Hot subluminous stars of spectral type B and O are core helium-burning stars at the blue end of the horizontal branch or have evolved even beyond that stage. Most hot subdwarf stars are chemically highly peculiar and provide a laboratory to study diffusion processes that cause these anomalies.

A large fraction of sdB stars are found in close binaries with white dwarf or very low-mass main sequence companions, which must have gone through a commonenvelope phase of evolution. Because the binaries are detached they provide a clean-cut laboratory to study this important but yet purely understood phase of stellar evolution.

Substellar companions to sdB stars have also been found. For HW Vir systems the companion mass distribution extends from the stellar into the brown dwarf regime. A giant planet to the acoustic-mode pulsator V391 Peg was the first discovery of a planet that survived the red giant evolution of its host star. Evidence for Earth-size planets to two pulsating sdB stars have been reported and circumbinary giant planets or brown dwarfs have been found around HW Vir systems from eclipse timings. The high incidence of circumbinary substellar objects suggests that most of the planets are formed from the remaining common-envelope material (second generation planets).

Several types of pulsating star have been discovered among hot subdwarf stars, the most common are the gravity-mode sdB pulsators (V1093 Her) and their hotter siblings, the p-mode pulsating V361 Hya stars. Another class of multi-periodic pulsating hot subdwarfs has been found in the globular cluster ω Cen that is unmatched by any field star. Asteroseismology has advanced enormously thanks to the recent space data and allowed stellar rotation rates to be determined, the interior structure of gravity-mode pulsators to be probed and stellar ages to be estimated. 
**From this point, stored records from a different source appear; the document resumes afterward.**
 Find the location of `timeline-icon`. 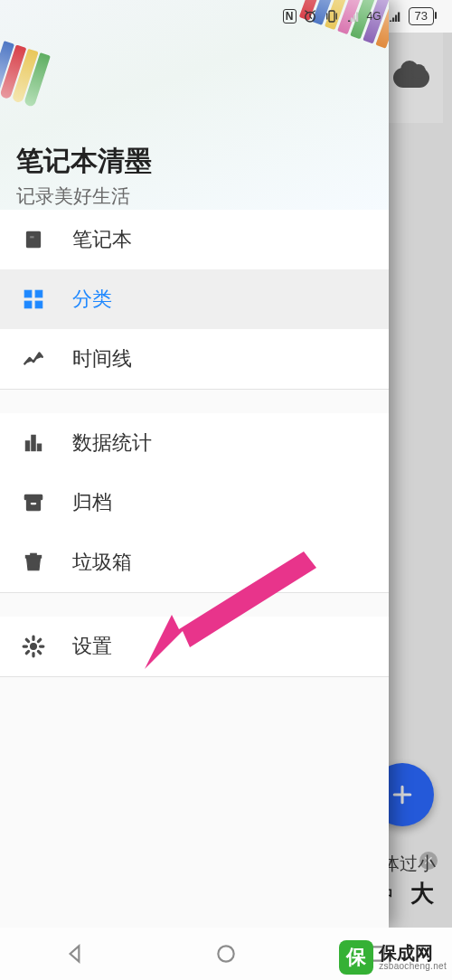

timeline-icon is located at coordinates (33, 359).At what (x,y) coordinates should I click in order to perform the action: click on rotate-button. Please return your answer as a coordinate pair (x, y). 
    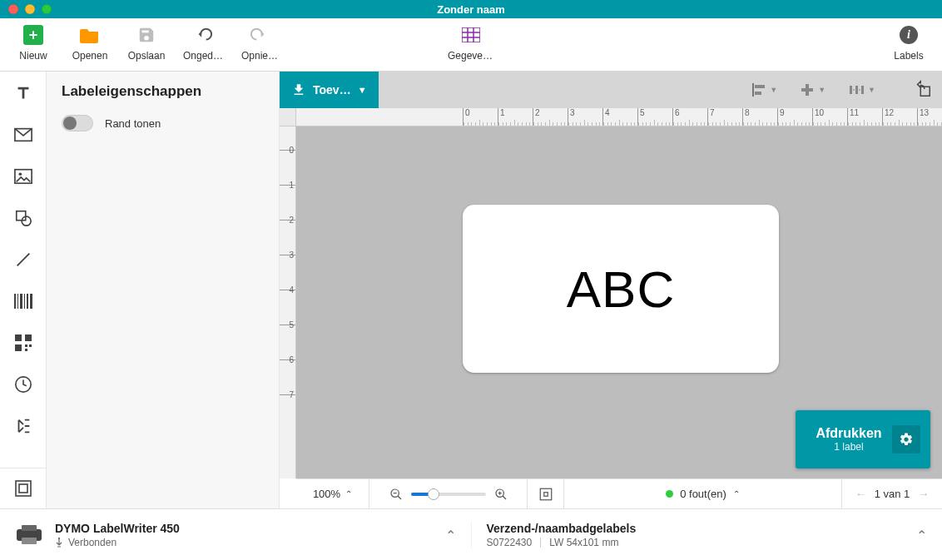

The masses of hot subdwarf stars, both single or in binaries, are the key to understand the stars’ evolution. A few pulsating sdB stars in eclipsing binaries have been found that allow both techniques to be applied for mass determination. The results, though few, are in good agreement with predictions from binary population synthesis calculations. 

New classes of binaries, hosting so-called extremely low mass (ELM) white dwarfs (M<0.3 M⊙), have recently been discovered, filling a gap in the mosaic of binary stellar evolution. Like most sdB stars the ELM white dwarfs are the stripped cores of red giants, the known companions are either white dwarfs, neutron stars (pulsars) or F- or A-type main sequence stars (”EL CVn” stars).